I’ve been with Geico for over 16 years. I’ve never had an accident that was my fault. I have full coverage on my truck from them. Everytime I put in a calim they find a way to trick you into it being a larger deductable so they won;t have to pay or as much making it a collision claim..very sneaky..always getting the estimate way down by using inferior parts etc…then Geico just makes decisions on their own knowing that there is nothing you can really do. I filed with the state and nothing happened. They don’t even have a Geico rep or field agent in my state so this jerk in Arizona Geico office calls up and makes me send him pics of the truck etc..all at my expense and time!

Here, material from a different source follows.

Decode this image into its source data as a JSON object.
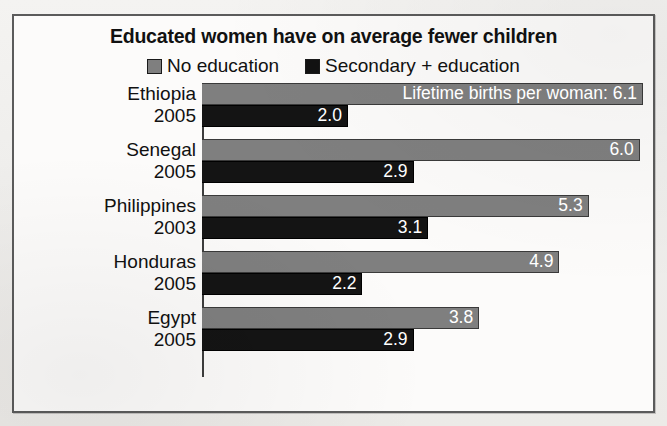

They are arrogant and rude. Teir rates are highe than most and they spend millions on their corny advertising but can not pay on a honest valid claim!!
I must say, after reading the reviews for GEICO below, I would think that they were the big bad wolf…if only I have not dealt with them in the past. The reviews listed on this site were truley written by people that do not know a thing about insurance. The person that was mad that GEICO did not pay for his mother-in-laws injuries is really lost. Auto insurance is there to cover you when you are at fault in in accident. If the person that hit your mother-in-law did not have the right kind of insurance, or carry the right limits of insurance, that is their fault, not GEICO’s. Blaming GEICO would be like blaming Pizza Hut because your mother-in-law went there to buy a vaccum cleaner and they couldn’t sell her one.
As for the ones who claim that their insurance went up for no reson at all, bull. Why is it that if milk goes up because of gas prices, people buy it. If tabacco goes up because of new taxes, people buy them, But if There car insurance goes up because the average price to repair their car goes up, or the cost of any medical treatment sky-rockets, the insurance company is a blood sucking tick out to screw the public. You people should be ashamed of your selves for being that simple. ALL insurance companies are in the business of making MONEY. If they have to pay for an accident YOU had and your rate goes up, be glad you didn’t have to pay the thousands of dollars required to pay for you damages, the damages to the car/property and medical expences of the person/persons you hit. And most of all, please read your policy, and if you don’t understand, please ask your agent/company.
Lastly, for the guy that said GEICO trains their agents to cheat the customer. RIIIIGHT, I know you think it makes your statment look more important or truthful to say you work/worked for a company but come on. Do you truley think that anyone who worked for a company for as long as you claimed would go online and post something so simple as what you wrote? And I bet you have a girlfriend that none of us know because she goes to another school and lives in a diffrent town.